The Marine supposedly replied, matter—of—factly,

"Recoil, Ma'am."

Here, the humor to troops and vets derives form the failure of the reporter to "get it" about combat. I am all but certain that reporters have their own jokes about troops. Such is the way of profound culture clashes.

The better Democrats know that at times we must commit troops to combat, but always see it is a failure of some sort, not the lesser and more acceptable of two evils it often can be.

I posit that this disjunctionаsets up an internal conflict for them. Even if the better Democrats understand that victory is a priority, that priority will always be in competition with another: caring. The shooting will no sooner start than they will want to get the troops out of there, because they care! They don't want to see anyone suffer!

Yet the warrior culture, when that shooting starts, sees the priority clearly and simply as: we fight to win.

Democrats will shout to the rooftops for more armor to protect the troops, but far fewer Democrats have historically supported a military expenditure for a more lethal weapons system of any kind. The warriors know there are two ways of protecting yourself: armored defense or an aggressive attack that eliminates the threat.

Being warriors, they prefer the latter.

If one were to get all information on the War in Iraq only from the MSM, you could be forgiven for thinking the sum of coalition strategy is for the troops to hide in walled—in Green Zones or in fenced compounds, from which every now and then they venture out on patrols. In which they frequently get ambushed and blown up.

There is hardly a hint that almost every movement of our troops every day is a part of some operation, great or small, that seeks to take the fight to the enemy, drawing him out, knowing full well that when we do so, we may lose some. The better Democrats cannot shake the idea that any time we have taken casualties, it is somehow a military failure. Bill Clinton's Kosovo Campaign is celebrated in the media as a victory primarilly because the 'high altitude only' bombing gave us zero casualties.

That the better Democrats have this attitude should be worrisome. Any Democratic administration will become incapable of fighting any war to victory if the harder leftаis only confronted by those who just think it is a failure to have to fight, and no causalties should be taken.

The troops want the nation to support their commitment to victory. They do not aspire to the status of needy client, they want to be victorious warriors and commit their very lives to it.

Toward the end of the horrifically brutal Civil War, Lincoln gave his Second Inaugural speech, and ended it,

"With malice toward none; with charity for all; with firmness in the right, as God gives us to see the right, let us strive on to finish the work we are in; to bind up the nation's wounds; to care for him who shall have borne the battle, and for his widow, and his orphan——to do all which may achieve and cherish a just and lasting peace, among ourselves, and with all nations."

Note the prioritizing implicit in the order:

1. Finish the work (the war) we are in.

2. Then bind the nation's wounds.а

3. Thenаcare for the veterans and the widows and the orphans.
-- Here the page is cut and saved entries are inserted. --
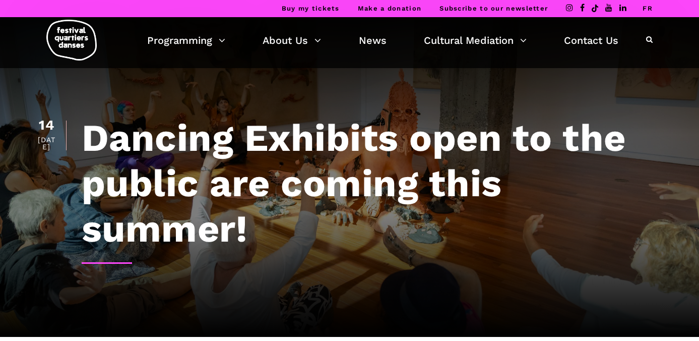  Describe the element at coordinates (310, 8) in the screenshot. I see `a: Buy my tickets` at that location.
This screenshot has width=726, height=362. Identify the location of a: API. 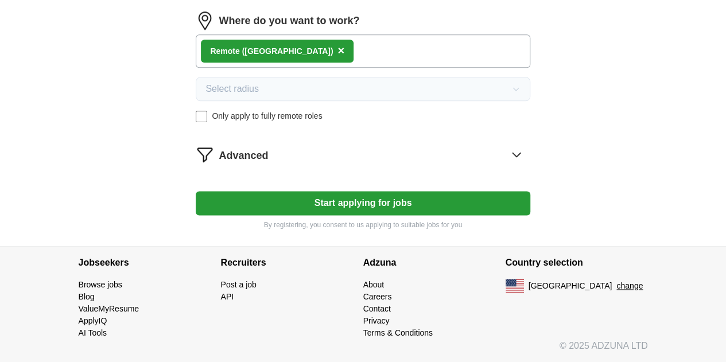
(227, 297).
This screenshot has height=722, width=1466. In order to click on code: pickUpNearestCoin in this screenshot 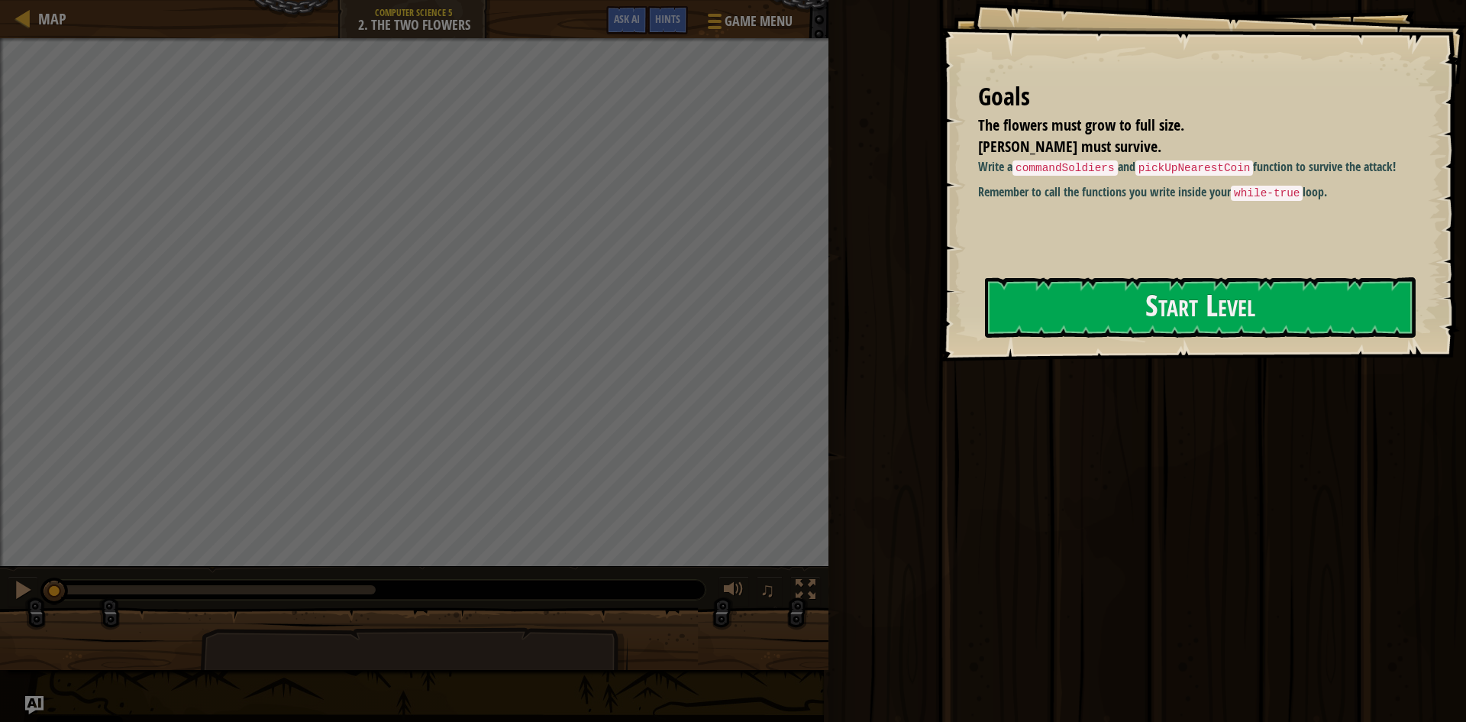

All of this points out why the Kerry kerfluffle may have a bigger impact Tuesday than many realize. Since the Foley imbroglio, the speculation has been that some or even much of the 'Christian right' of the Republican base, evangelicals and conservative Catholics, may sit it out in disgust, seeing a betrayal of their moral values by Republicans.

But as demographic groups, these two have had a significantly higher rate of membership in the military than the public at large. They honor their warriors as warriors, not as victims or charity cases, understanding that we have our freedoms because hard men and women are and have been willing to do hard things for our freedom's sake.

Kerry's reminder of how their family members in the military may fare under the Democrats will be powerful inan election that is now said to be a battle of turnout.

Denis Keohane is an occasional contributor to American Thinker.